Washington feels your pain.

And more than just feels, but spends your money (should you be a US taxpayer) on doing something about it. The DHS - far from being made up entirely of flinty-hearted uniformed goons who like nothing more than plundering your treasured liquids and gels - is suiting the action to the word. Magnetic resonance scanners, of the type so popular in the medical world, are being modified so as to "peer through whatever container you’re carrying, divine what’s in it, and let you pass with your bottled water or — during flu season — your hand sanitizer".

"Government brainiac" Stephen Surko of the Homeland Security Advanced Research Projects Agency (HSARPA) is in charge of the Magnetic Vision Innovative Prototype (or MagViz) project, which he now considers (pdf) ready for commercialisation. The MagViz is still a bit prone to false positives, though, and at the moment it has to be placed inside a "hulking" shielded enclosure to screen out emissions from personal electronics and suchlike.

"To engineer a shielded MagViz in a compact enclosure, the Department will look to the private sector, where ingenuity spells profit," S&T Snapshots breezily assures its readers.

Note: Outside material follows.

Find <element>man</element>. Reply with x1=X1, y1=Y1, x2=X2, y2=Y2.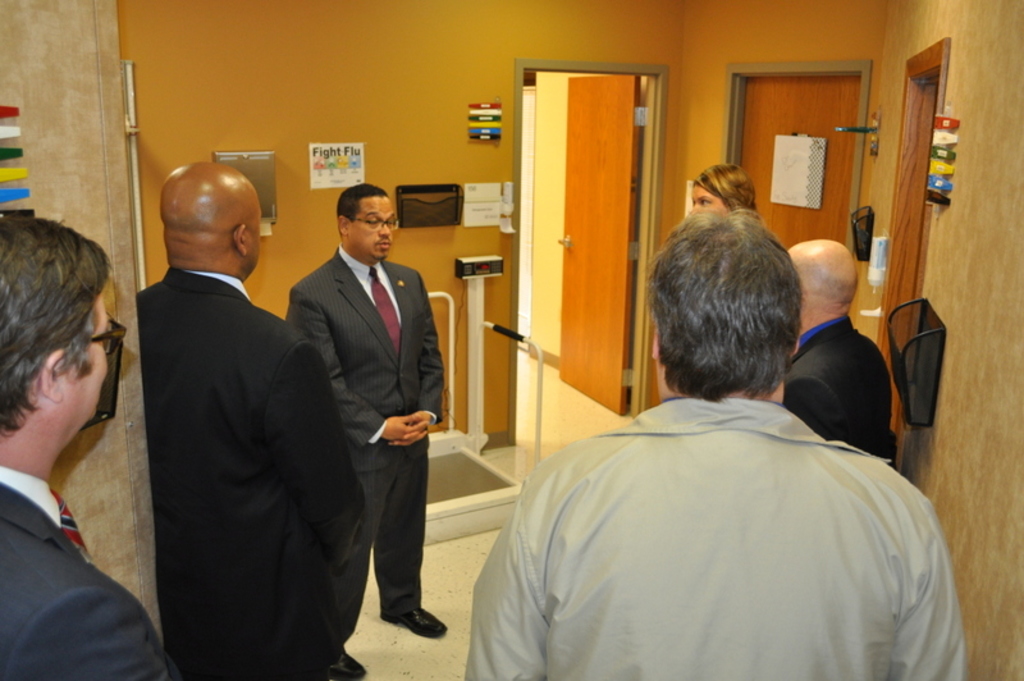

It seems that smaller MagViz scanners of the future might sit behind existing hand-luggage X-rays, or if space didn't permit there might be an extra channel for those wanting to take their spreads, jellies, liquids etc aboard.

“You’d have to wait in a separate line,” concedes Surko, “but at least you could bring along that large bottle of H2O.”

It seems there are still bugs to be ironed out, though. S&TS cautions:

Don’t expect miracles... The challenges may prove a bridge too far. But if the departments of Homeland Security and Energy and the free market can cross each bridge, then traveling with toiletries, snow globes, and drinks may be a thing of the future, rather than the past.